Volume II, Issue 1(3), 2026
-
Mergers and acquisitions are noteworthy corporate strategic measure that assists the merged entity in external growth and afford it competitive advantage. The study tries to evaluate methodically the consequence of merger of United Western Bank along with Industrial Development Bank of India in 2006 and subsequent merger of IDBI bank with LIC of India in 2019 on their financial performance in terms of different financial parameters for the period from 2004-05 to 2024-25 dividing the entire period into two phases. Most of the financial indicators of Industrial Development Bank of India (IDBI) after undergoing merger with United Western Bank (UWB) in 2006 and LIC of India in 2019 exhibit noteworthy progress in their outfitted performance during post-merger period.

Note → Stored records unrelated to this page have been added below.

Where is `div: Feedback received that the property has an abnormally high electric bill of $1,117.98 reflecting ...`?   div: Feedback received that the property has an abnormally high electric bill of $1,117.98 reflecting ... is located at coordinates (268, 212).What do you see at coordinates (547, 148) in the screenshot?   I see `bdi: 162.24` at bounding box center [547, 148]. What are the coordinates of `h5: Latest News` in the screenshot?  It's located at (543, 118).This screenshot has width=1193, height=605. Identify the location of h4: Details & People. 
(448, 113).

Post-merger regression analysis suggests that impact of management quality, capital adequacy and sensitivity to interest rate risk on profitability (ROA) parameter have improved much in comparison with entire study period’s regression analysis (both pre- and post-merger taken together) in both mergers. It can be inferred from the regression analysis that merger of these above two banks and subsequently with LIC has significant impact on earning capabilities of the Bidder Bank (IDBI) in terms of creating synergy through augmented managerial efficiency and subsequently by capital adequacy and non-interest income related sensitivity.
© The Author(s) 2026. Published by RITHA Publishing. This article is distributed under the terms of the license CC-BY 4.0., which permits any further distribution in any medium, provided the original work is properly cited maintaining attribution to the author(s) and the title of the work, journal citation and URL DOI.

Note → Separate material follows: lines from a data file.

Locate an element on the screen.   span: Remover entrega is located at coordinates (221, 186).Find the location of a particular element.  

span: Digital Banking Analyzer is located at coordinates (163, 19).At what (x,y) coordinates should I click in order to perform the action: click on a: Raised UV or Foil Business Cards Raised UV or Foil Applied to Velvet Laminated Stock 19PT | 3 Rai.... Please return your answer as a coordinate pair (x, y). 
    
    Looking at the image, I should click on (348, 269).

Article’s history: Received 22nd of December, 2025; Revised 17th of January, 2026; Accepted for publication 27th of January, 2026; Available online: 2nd of February, 2026; Published as article in Volume II, Issue 1(3), 2026.
-
Why do some developing countries sustain coherent institutional trajectories over long periods, while others cycle between reform, crisis, and incomplete recovery? Conventional measures of institutional quality emphasize levels of democracy, governance, or rule of law, yet they struggle to explain why countries with similar scores exhibit sharply different patterns of institutional persistence and rupture. This article advances a structural perspective on institutional stability, conceptualizing institutions as interdependent subsystems whose coherence, or misalignment, shapes long-run developmental trajectories.
To operationalize this framework, the article introduces the Institutional Regime Stability Index (IRSI), a dynamic measure that captures the persistence of coherent institutional configurations rather than static institutional levels. Using comparative data for nine Latin American countries between 1900 and 2024, the analysis identifies three recurrent patterns of institutional development: resilient coherence, adaptive stability, and recurrent misalignment. Higher IRSI values are systematically associated with lower GDP growth volatility and greater capacity to attract foreign direct investment, linking institutional coherence to economic risk and policy credibility. By reframing institutional stability as a property of systemic coherence, the IRSI offers a new comparative lens for analysing development and institutional change.
© The Author(s) 2026. Published by RITHA Publishing. This article is distributed under the terms of the license CC-BY 4.0., which permits any further distribution in any medium, provided the original work is properly cited maintaining attribution to the author(s) and the title of the work, journal citation and URL DOI.
Article’s history: Received 10th of January, 2026; Revised 27th of January, 2026; Accepted for publication 2nd of February, 2026; Available online: 6th of February, 2026; Published as article in Volume II, Issue 1(3), 2026.